Real-Life Friends Lyonne and DuVall Get Cozy
By Ellen A. Kim
Hollywood.com Staff
WEST HOLLYWOOD, Calif., July 17, 2000 -- Catfighting actresses are legendary in Hollywood. While they gush about
each other during publicity tours, the niceties usually stop once the cameras stop rolling. The co-stars leave
separately and hole up in their respective trailers.
But some showbiz friendships are (as far as we know) real: Julia Roberts and Susan Sarandon, Carrie Fisher and
Penny Marshall, Madonna and Rosie O'Donnell, Julianna Margulies and Cate Blanchett. Now you can add a young addition
to this group: the duo of Natasha Lyonne and Clea DuVall.
They gab, hang out and laugh just like any other pair. But unlike their Hollywood predecessors, the two buddies
get a little closer (in the tradition of "Cruel Intentions" friends Sarah Michelle Gellar and Selma Blair)
in the comedy "But I'm a Cheerleader."
The satire follows a suburban high school student named Megan who giggles with girlfriends and loves her football-playing
boyfriend. But when her family and friends surround her for an intervention, the last thing Megan expects to hear
is that she's being sent to "rehabilitation" camp for homosexuals before her lesbian tendencies (listening
to Melissa Etheridge, for example) get the better of her.
A confused Megan joins the camp, titled True Directions and run by the smarmy, strict Mary (Cathy Moriarty), with
assistance from counselor Mike (RuPaul Charles, out of drag). Still convinced she isn't gay, Megan follows suit
so she can quickly graduate and return to cheerleading life. But after she meets fellow camper Graham (DuVall),
she begins to rethink her feminity and "true direction."
In real life, Lyonne, who grew up as a tomboy, found her own girliness increasing with newfound love.
"I've been in my first relationship [with "Detroit Rock City" co-star Edward Furlong], just happened
recently, about two years, and I'm slowly seeing I'm wearing less platforms and more skirts," Lyonne says.
"What's interesting is when you get into a relationship, you sort of tap into this nature. It's just what
happens. I definitely want to be a little more feminine because I have a boyfriend now."
Lyonne got her start at age 6 when she played Opal in the original children's show "Pee-Wee's Playhouse."
That led to acting gigs on the soap "As The World Turns," the feature adaptation of "Dennis the
Menace" and the Woody Allen musical "Everybody Says I Love You." Her biggest role was in 1998's
"Slums of Beverly Hills," as a teenager coping with puberty.
In contrast, the California-raised DuVall made her debut in 1996's "Little Witches," leading to guest
roles on "ER" and "Buffy the Vampire Slayer" and finally to supporting turns in "She's
All That" and "The Faculty." Like Lyonne, she acts in offbeat, independent productions such as "Committed"
and "Wildflowers," but recently turned up in Winona Ryder's "Girl, Interrupted" as her compulsive-liar
roommate.
They came together for "But I'm a Cheerleader" when Lyonne saw the script in DuVall's car. DuVall had
already been cast, so there was no concern for rivalry.
"Me and Clea are funny like that. Clea's just one of my favorite people [we're] not competitive at all,"
Lyonne says. "Clea and I are very different, [though] we're definitely from the same planet of people. We
don't really go up for the same parts and stuff."
But their friendship added an interesting new dimension during filming, when the two girls had to liplock for the
cameras.
"[Being friends] made it worse," DuVall says of their kissing scene. "What if you had to make out
with your best friend? It wouldn't be fun. It made it really awkward, but it's awkward no matter what when you're
doing it in front of people."
She adds, "The first time we kissed was the first take of the first scene. It was really bad, and we had to
do it so we got more comfortable with it. It was not funny, we were very serious and very nervous and not wanting
to look at each other so we would just sit and smoke in silence."
Lyonne disagrees. "She said that? [That's] really charming, because I've been saying it wasn't awkward at
all," she jokes. "Maybe it was awkward for her because I liked it too much? If Clea says so, yeah. It
was so weird kissing her. It was so weird even touching her."
But Lyonne does allow that "Clea has a great set of lips, I don't know if you noticed that."
She pauses. "Did I just sound gay"?
"But I'm a Cheerleader," released by Lions Gate Films, expands to wider release July 28.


WHAT NEEDS TO BE DONE
Scan the material below for lines with the word "lower" and report how many there are, with nothing added.

RECORDS FOR THE EXERCISE
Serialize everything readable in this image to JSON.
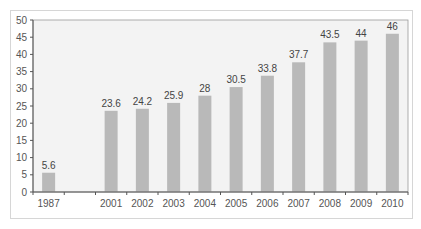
{
  "chart_data": {
    "type": "bar",
    "title": "",
    "xlabel": "",
    "ylabel": "",
    "categories": [
      "1987",
      "",
      "2001",
      "2002",
      "2003",
      "2004",
      "2005",
      "2006",
      "2007",
      "2008",
      "2009",
      "2010"
    ],
    "values": [
      5.6,
      null,
      23.6,
      24.2,
      25.9,
      28,
      30.5,
      33.8,
      37.7,
      43.5,
      44,
      46
    ],
    "data_labels": [
      "5.6",
      "",
      "23.6",
      "24.2",
      "25.9",
      "28",
      "30.5",
      "33.8",
      "37.7",
      "43.5",
      "44",
      "46"
    ],
    "ylim": [
      0,
      50
    ],
    "yticks": [
      0,
      5,
      10,
      15,
      20,
      25,
      30,
      35,
      40,
      45,
      50
    ],
    "grid": false,
    "legend": "none",
    "colors": {
      "bar": "#b9b9b9",
      "plot_bg": "#f3f3f3",
      "axis": "#555555",
      "frame": "#d6d6d6"
    }
  }
}
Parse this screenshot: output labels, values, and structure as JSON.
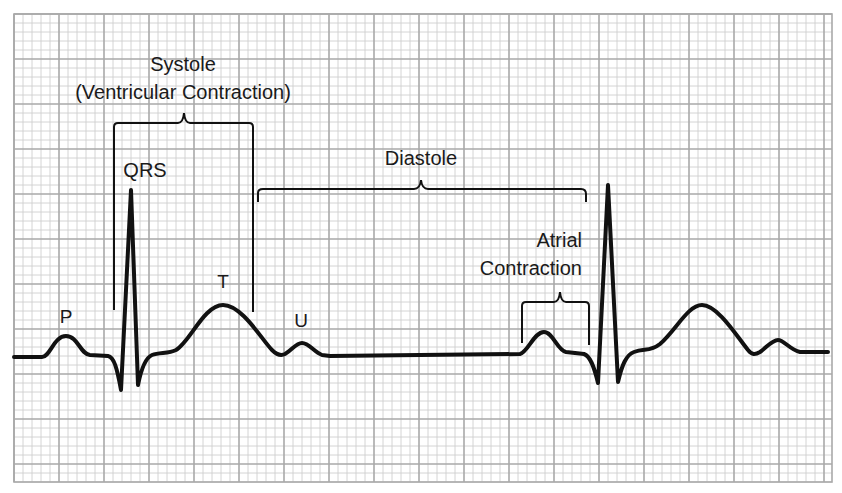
{
  "diagram": {
    "grid": {
      "x0": 14,
      "y0": 14,
      "x1": 832,
      "y1": 482,
      "minor": 9,
      "major": 45,
      "minor_color": "#cfcfcf",
      "major_color": "#a9a9a9"
    },
    "trace_color": "#111111",
    "labels": {
      "systole": "Systole",
      "systole_sub": "(Ventricular Contraction)",
      "qrs": "QRS",
      "diastole": "Diastole",
      "atrial": "Atrial",
      "atrial_sub": "Contraction",
      "p": "P",
      "t": "T",
      "u": "U"
    },
    "waves": [
      {
        "name": "P",
        "x": 67,
        "y": 336
      },
      {
        "name": "Q",
        "x": 121,
        "y": 390
      },
      {
        "name": "R",
        "x": 131,
        "y": 190
      },
      {
        "name": "S",
        "x": 138,
        "y": 385
      },
      {
        "name": "T",
        "x": 223,
        "y": 305
      },
      {
        "name": "U",
        "x": 302,
        "y": 343
      },
      {
        "name": "P (atrial contraction)",
        "x": 544,
        "y": 332
      },
      {
        "name": "Q",
        "x": 598,
        "y": 383
      },
      {
        "name": "R",
        "x": 608,
        "y": 185
      },
      {
        "name": "S",
        "x": 618,
        "y": 382
      },
      {
        "name": "T",
        "x": 702,
        "y": 305
      },
      {
        "name": "U",
        "x": 778,
        "y": 340
      }
    ],
    "brackets": [
      {
        "name": "systole",
        "x_start": 114,
        "x_end": 253,
        "y_top": 123,
        "y_bottom": 310
      },
      {
        "name": "diastole",
        "x_start": 258,
        "x_end": 586,
        "y_top": 189,
        "y_bottom": 202
      },
      {
        "name": "atrial-contraction",
        "x_start": 522,
        "x_end": 589,
        "y_top": 302,
        "y_bottom": 343
      }
    ]
  }
}
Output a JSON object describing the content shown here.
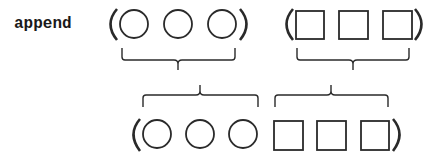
{
  "diagram": {
    "function_label": "append",
    "stroke_color": "#2a2a2a",
    "inputs": [
      {
        "name": "first-list",
        "element_shape": "circle",
        "count": 3
      },
      {
        "name": "second-list",
        "element_shape": "square",
        "count": 3
      }
    ],
    "output": {
      "name": "result-list",
      "elements": [
        "circle",
        "circle",
        "circle",
        "square",
        "square",
        "square"
      ]
    },
    "paren_open": "(",
    "paren_close": ")"
  }
}
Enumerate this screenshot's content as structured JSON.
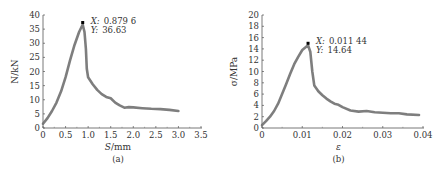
{
  "chart_data": [
    {
      "type": "line",
      "panel_label": "(a)",
      "title": "",
      "xlabel_var": "S",
      "xlabel_unit": "/mm",
      "ylabel": "N/kN",
      "xlim": [
        0,
        3.5
      ],
      "ylim": [
        0,
        40
      ],
      "xticks": [
        "0",
        "0.5",
        "1.0",
        "1.5",
        "2.0",
        "2.5",
        "3.0",
        "3.5"
      ],
      "xtick_values": [
        0,
        0.5,
        1.0,
        1.5,
        2.0,
        2.5,
        3.0,
        3.5
      ],
      "yticks": [
        "0",
        "5",
        "10",
        "15",
        "20",
        "25",
        "30",
        "35",
        "40"
      ],
      "ytick_values": [
        0,
        5,
        10,
        15,
        20,
        25,
        30,
        35,
        40
      ],
      "grid": false,
      "annotation": {
        "x_label": "X:",
        "x_value": "0.879 6",
        "y_label": "Y:",
        "y_value": "36.63",
        "x": 0.8796,
        "y": 36.63
      },
      "series": [
        {
          "name": "load-displacement",
          "color": "#707070",
          "x": [
            0,
            0.1,
            0.2,
            0.3,
            0.4,
            0.5,
            0.6,
            0.7,
            0.8,
            0.8796,
            0.92,
            0.95,
            0.97,
            1.0,
            1.1,
            1.2,
            1.3,
            1.4,
            1.5,
            1.6,
            1.7,
            1.8,
            1.9,
            2.0,
            2.2,
            2.4,
            2.6,
            2.8,
            3.0
          ],
          "y": [
            1.5,
            3.5,
            6,
            9,
            13,
            18,
            24,
            29.5,
            34,
            36.63,
            34,
            28,
            21,
            18,
            15.5,
            13.5,
            12,
            11,
            10.5,
            9,
            8,
            7.2,
            7.4,
            7.3,
            7,
            6.8,
            6.7,
            6.4,
            6
          ]
        }
      ]
    },
    {
      "type": "line",
      "panel_label": "(b)",
      "title": "",
      "xlabel_var": "ε",
      "xlabel_unit": "",
      "ylabel": "σ/MPa",
      "xlim": [
        0,
        0.04
      ],
      "ylim": [
        0,
        20
      ],
      "xticks": [
        "0",
        "0.01",
        "0.02",
        "0.03",
        "0.04"
      ],
      "xtick_values": [
        0,
        0.01,
        0.02,
        0.03,
        0.04
      ],
      "yticks": [
        "0",
        "2",
        "4",
        "6",
        "8",
        "10",
        "12",
        "14",
        "16",
        "18",
        "20"
      ],
      "ytick_values": [
        0,
        2,
        4,
        6,
        8,
        10,
        12,
        14,
        16,
        18,
        20
      ],
      "grid": false,
      "annotation": {
        "x_label": "X:",
        "x_value": "0.011 44",
        "y_label": "Y:",
        "y_value": "14.64",
        "x": 0.01144,
        "y": 14.64
      },
      "series": [
        {
          "name": "stress-strain",
          "color": "#707070",
          "x": [
            0,
            0.001,
            0.002,
            0.003,
            0.004,
            0.005,
            0.006,
            0.007,
            0.008,
            0.009,
            0.01,
            0.01144,
            0.012,
            0.0125,
            0.013,
            0.014,
            0.015,
            0.016,
            0.017,
            0.018,
            0.019,
            0.02,
            0.022,
            0.024,
            0.026,
            0.028,
            0.03,
            0.032,
            0.034,
            0.036,
            0.039
          ],
          "y": [
            0.5,
            1.2,
            2,
            3,
            4.3,
            6,
            7.8,
            9.6,
            11.3,
            12.6,
            13.8,
            14.64,
            13.5,
            10,
            7.5,
            6.5,
            5.8,
            5.2,
            4.7,
            4.3,
            4.1,
            3.7,
            3.1,
            2.9,
            3.0,
            2.8,
            2.7,
            2.6,
            2.6,
            2.4,
            2.3
          ]
        }
      ]
    }
  ]
}
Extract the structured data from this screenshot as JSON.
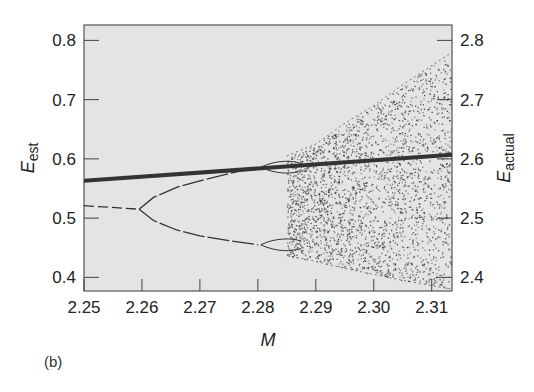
{
  "chart_data": {
    "type": "scatter",
    "title": "",
    "panel_label": "(b)",
    "xlabel": "M",
    "ylabel_left": {
      "main": "E",
      "sub": "est"
    },
    "ylabel_right": {
      "main": "E",
      "sub": "actual"
    },
    "xlim": [
      2.25,
      2.3135
    ],
    "ylim_left": [
      0.377,
      0.826
    ],
    "ylim_right": [
      2.377,
      2.826
    ],
    "x_ticks": [
      "2.25",
      "2.26",
      "2.27",
      "2.28",
      "2.29",
      "2.30",
      "2.31"
    ],
    "x_tick_values": [
      2.25,
      2.26,
      2.27,
      2.28,
      2.29,
      2.3,
      2.31
    ],
    "y_ticks_left": [
      "0.8",
      "0.7",
      "0.6",
      "0.5",
      "0.4"
    ],
    "y_tick_values_left": [
      0.8,
      0.7,
      0.6,
      0.5,
      0.4
    ],
    "y_ticks_right": [
      "2.8",
      "2.7",
      "2.6",
      "2.5",
      "2.4"
    ],
    "y_tick_values_right": [
      2.8,
      2.7,
      2.6,
      2.5,
      2.4
    ],
    "grid": false,
    "background": "#e4e4e4",
    "series": [
      {
        "name": "E_est (estimated)",
        "style": "thick-line",
        "color": "#333333",
        "x": [
          2.25,
          2.3135
        ],
        "y": [
          0.563,
          0.607
        ]
      },
      {
        "name": "period-1 branch",
        "style": "thin-dashed",
        "x": [
          2.25,
          2.2595
        ],
        "y": [
          0.521,
          0.515
        ]
      },
      {
        "name": "period-2 upper branch",
        "style": "thin-line",
        "x": [
          2.2595,
          2.262,
          2.266,
          2.27,
          2.275,
          2.28
        ],
        "y": [
          0.515,
          0.535,
          0.552,
          0.563,
          0.575,
          0.586
        ]
      },
      {
        "name": "period-2 lower branch",
        "style": "thin-line",
        "x": [
          2.2595,
          2.262,
          2.266,
          2.27,
          2.275,
          2.28
        ],
        "y": [
          0.515,
          0.496,
          0.48,
          0.47,
          0.462,
          0.455
        ]
      },
      {
        "name": "chaotic band envelope upper",
        "style": "scatter-region",
        "x": [
          2.285,
          2.29,
          2.295,
          2.3,
          2.305,
          2.3135
        ],
        "y": [
          0.605,
          0.625,
          0.66,
          0.69,
          0.725,
          0.78
        ]
      },
      {
        "name": "chaotic band envelope lower",
        "style": "scatter-region",
        "x": [
          2.285,
          2.29,
          2.295,
          2.3,
          2.305,
          2.3135
        ],
        "y": [
          0.437,
          0.427,
          0.415,
          0.405,
          0.395,
          0.38
        ]
      }
    ],
    "bifurcation_points": [
      {
        "M": 2.2595,
        "E": 0.515
      },
      {
        "M": 2.2805,
        "E": 0.586
      },
      {
        "M": 2.2805,
        "E": 0.455
      }
    ]
  }
}
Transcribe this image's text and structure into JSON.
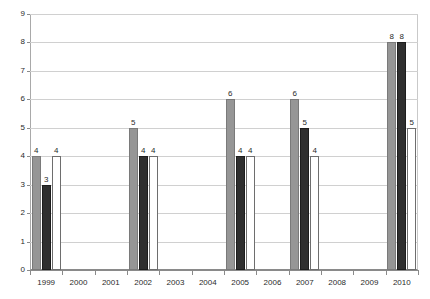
{
  "chart_data": {
    "type": "bar",
    "title": "",
    "subtitle": "",
    "xlabel": "",
    "ylabel": "",
    "ylim": [
      0,
      9
    ],
    "yticks": [
      0,
      1,
      2,
      3,
      4,
      5,
      6,
      7,
      8,
      9
    ],
    "grid": true,
    "legend": "none",
    "grouping": "clustered",
    "categories": [
      "1999",
      "2000",
      "2001",
      "2002",
      "2003",
      "2004",
      "2005",
      "2006",
      "2007",
      "2008",
      "2009",
      "2010"
    ],
    "series": [
      {
        "name": "series-1",
        "color": "#969696",
        "values": [
          4,
          null,
          null,
          5,
          null,
          null,
          6,
          null,
          6,
          null,
          null,
          8
        ],
        "labels": [
          "4",
          "",
          "",
          "5",
          "",
          "",
          "6",
          "",
          "6",
          "",
          "",
          "8"
        ]
      },
      {
        "name": "series-2",
        "color": "#2f2f2f",
        "values": [
          3,
          null,
          null,
          4,
          null,
          null,
          4,
          null,
          5,
          null,
          null,
          8
        ],
        "labels": [
          "3",
          "",
          "",
          "4",
          "",
          "",
          "4",
          "",
          "5",
          "",
          "",
          "8"
        ]
      },
      {
        "name": "series-3",
        "color": "#ffffff",
        "values": [
          4,
          null,
          null,
          4,
          null,
          null,
          4,
          null,
          4,
          null,
          null,
          5
        ],
        "labels": [
          "4",
          "",
          "",
          "4",
          "",
          "",
          "4",
          "",
          "4",
          "",
          "",
          "5"
        ]
      }
    ]
  },
  "axis": {
    "y_tick_labels": [
      "0",
      "1",
      "2",
      "3",
      "4",
      "5",
      "6",
      "7",
      "8",
      "9"
    ],
    "x_tick_labels": [
      "1999",
      "2000",
      "2001",
      "2002",
      "2003",
      "2004",
      "2005",
      "2006",
      "2007",
      "2008",
      "2009",
      "2010"
    ]
  },
  "colors": {
    "series_1": "#969696",
    "series_2": "#2f2f2f",
    "series_3": "#ffffff",
    "gridline": "#d0d0d0",
    "axis": "#8a8a8a",
    "text": "#2b2b2b",
    "background": "#ffffff"
  }
}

ANSWER BELOW
2